The result could be all kinds of ideas — both traditional advertising ideas and unconventional things that could be interpreted as advertising: an app, a festival, new packaging, a service, or even a tweak to the product itself. Our first motto at 358 was “anything that helps people like a company is advertising”.

Our second motto was a little more empathic: “We help people and companies to like each other.” The bit that made the real difference was “each other”. No love catches fire as fast as an ad man’s love to the product that he’s assigned to work with.

But do we love the people who’re supposed to love the product?

We have to adapt our love to them to make them love us back. Most of us are convinced that our own sense of humour is the best (ad men seem to be even more convinced than others). Those who are right get pretty far. But if you can adjust your humour to the target group… you’re considered a sell-out! And that’s scary. An ad man should never have a recognisable style. If you do, you can only hope the clients who really need your style will find their way to you. If not, you’ll be neck-deep together with architects and other style-nazis — sooner or later you’re alone defending your own aesthetics.

Talking about ideas with people outside advertising serves both as inspiration and a reality-check. It helped me avoid several stupidities. For example, I might have suggested printing pictures of money on the floor of a supermarket for a campaign. Co-creation made me understand the customers would have felt intimidated.

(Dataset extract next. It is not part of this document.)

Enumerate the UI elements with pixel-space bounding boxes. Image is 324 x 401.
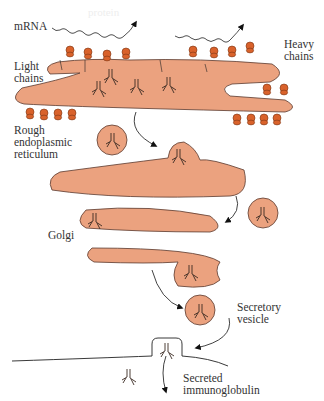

After the chats with the consumers, we distilled insights from all the quotes and ideas in “synthesis sessions”. They often led to solid and understandable common sense strategies. A CEO of a bank once said: “These are just like my own thoughts but written better”.

When we reach out to people for help, inspiration and ideas, it doesn’t mean we’re handing over the steering wheel. Both agencies and companies still need strong decision makers. Informed decision making just makes more sense. Especially when it comes to love affairs. Why give tulips to someone who likes lilies?

In this case, love is not just a two-way thing. It’s a threesome between people buying the products, marketers and product makers.

To understand product making, imagine a diagram. I’ve borrowed it from the guys we hired from IDEO. Can you see the classic three circles that all overlap each other? A successful product needs to be a) technically feasible, b) financially viable and c) desirable!

These days, everybody is so aware of financial realities that we can skip viability for now. Technical feasibility is traditionally the job of R&D guys and engineers. Desirability is often left to marketers alone.

Once, a Marketing Director briefed me by showing a comic strip that said: “Now, do the trick called marketing!” He basically outsourced desirability.

Designers think about both desirability and feasibility. Sometimes they are also great marketers, but more often not. Regardless of how good they are, they should always be involved.

Together the whole gang should go to meet the people who use their products. We gathered the troops to understand where the music business is going to sell beer. We also did it to develop an alternative to beer … and for beef. We explored the category boundaries of a fishing brand while pitching for it. We found out that a design brand was mostly bought as a gift. And we built the whole marketing strategy of an operator around ‘recommending’ because they had the happiest customers.

What happens during this processed chatter is as important as the outcome. The whole gang gets shared understanding of the consumer; they start to share empathy. What do people need? What do they think about us? Why is that student girl our fan?

Companies are not empathic by nature. They’re companies. You need that process and shared principles to become empathic. This leads us to the last motto of the day. “Implementing empathy” was kind of the “Intel inside” slogan for us. Without empathy there is no love.

The above was taken from the “Creativity” section of our latest book, Hacker, Maker, Teacher, Thief: Advertising’s Next Generation, which features chapters from 35 leading creative directors and business owners giving their views on the big topics shaping the future of advertising and brands.